## BRIEF
Would you write out the lines below exactly, from the one containing "Identify the location of freq-tick-label: 1.1." to the very last, but without the pictures?

·····

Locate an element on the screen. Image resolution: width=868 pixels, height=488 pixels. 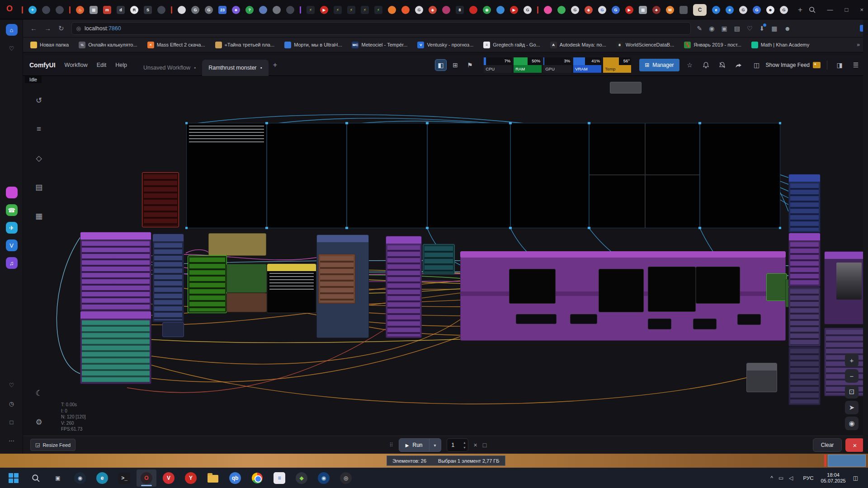
drag-handle: ⠿ is located at coordinates (392, 445).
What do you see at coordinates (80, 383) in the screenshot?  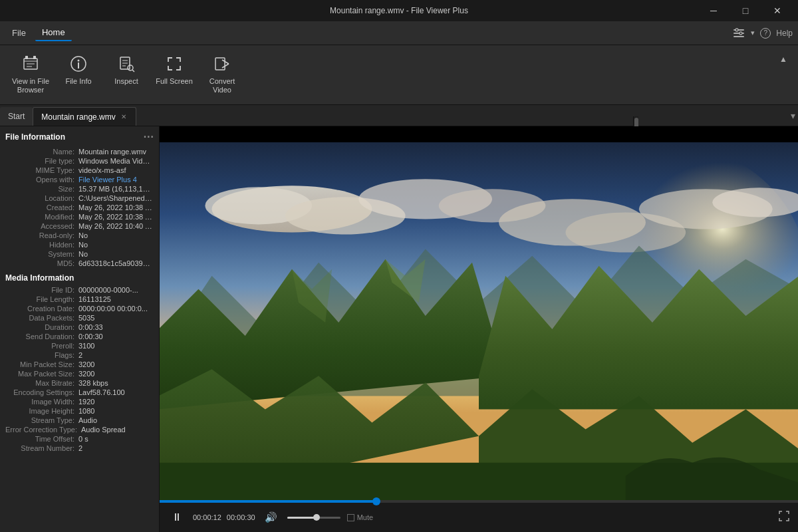 I see `info-row-max-bitrate: Max Bitrate: 328 kbps` at bounding box center [80, 383].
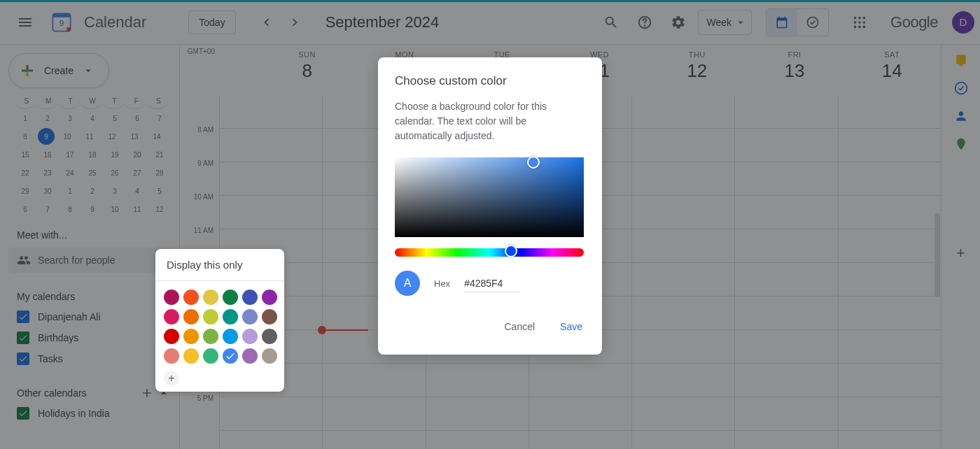 Image resolution: width=980 pixels, height=449 pixels. Describe the element at coordinates (490, 122) in the screenshot. I see `dialog-description: Choose a background color for this calen…` at that location.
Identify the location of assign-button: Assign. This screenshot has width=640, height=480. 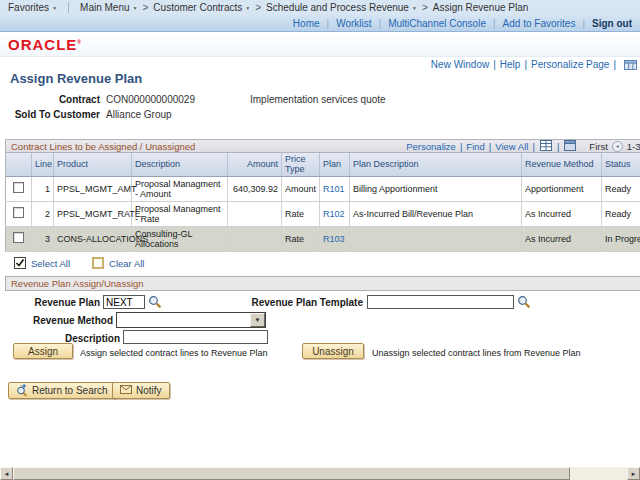
(43, 351).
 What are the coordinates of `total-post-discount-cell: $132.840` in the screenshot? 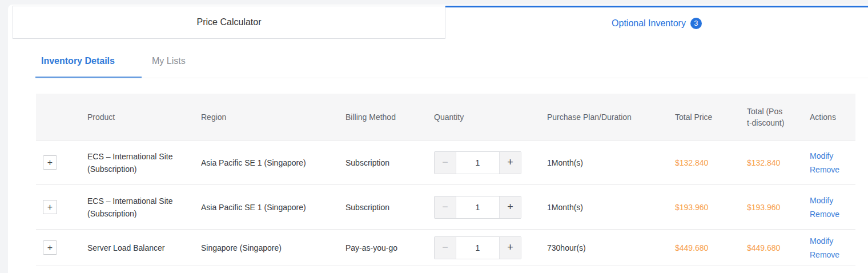 It's located at (778, 163).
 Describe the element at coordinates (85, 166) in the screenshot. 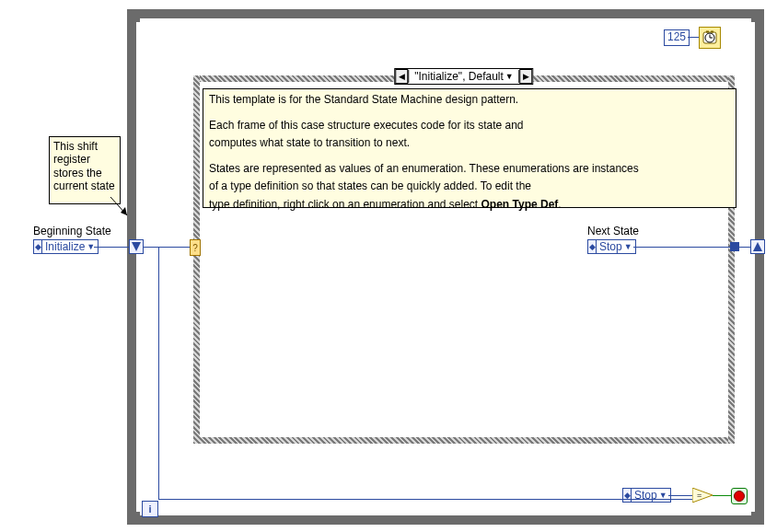

I see `tip-text: This shift register stores the current s…` at that location.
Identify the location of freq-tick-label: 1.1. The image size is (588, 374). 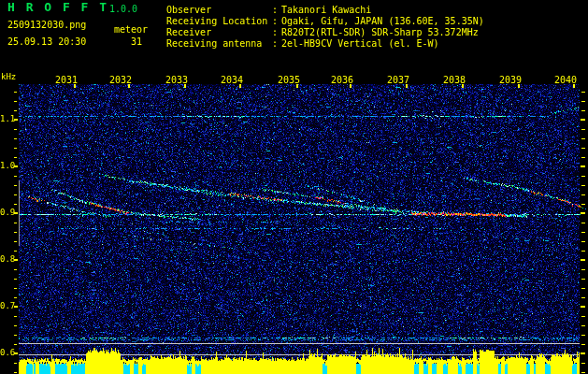
(7, 120).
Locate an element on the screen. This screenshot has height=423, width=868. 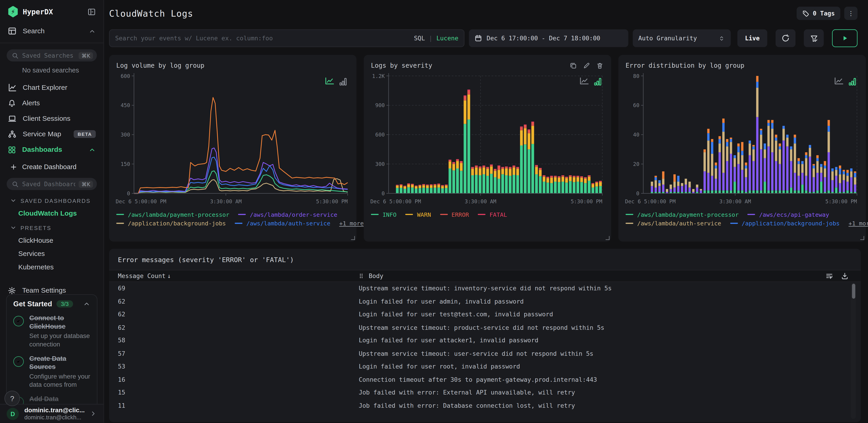
legend-item: FATAL is located at coordinates (493, 215).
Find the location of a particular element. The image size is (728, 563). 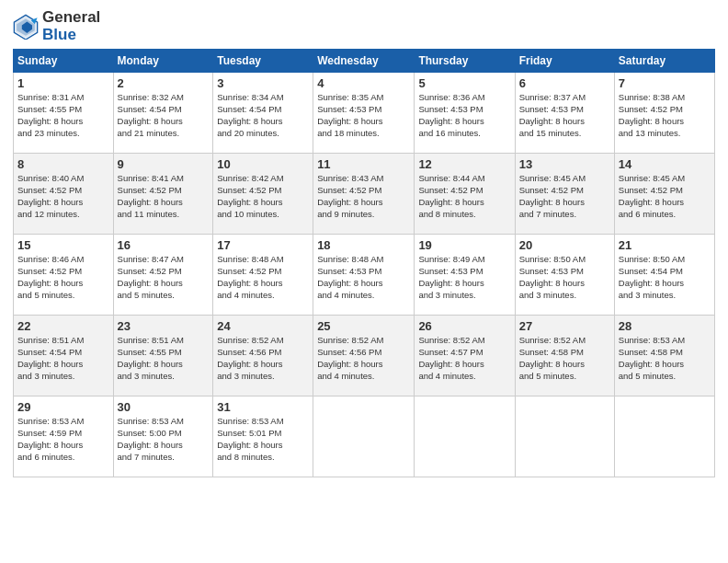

·····

## WRITTEN SOLUTION
Identify the location of freq-tick-label: 1.1. The image size is (588, 374). 
(7, 120).
Locate an element on the screen. This screenshot has height=423, width=868. 
legend-item: FATAL is located at coordinates (493, 215).
Find the location of a particular element. The image size is (728, 563). 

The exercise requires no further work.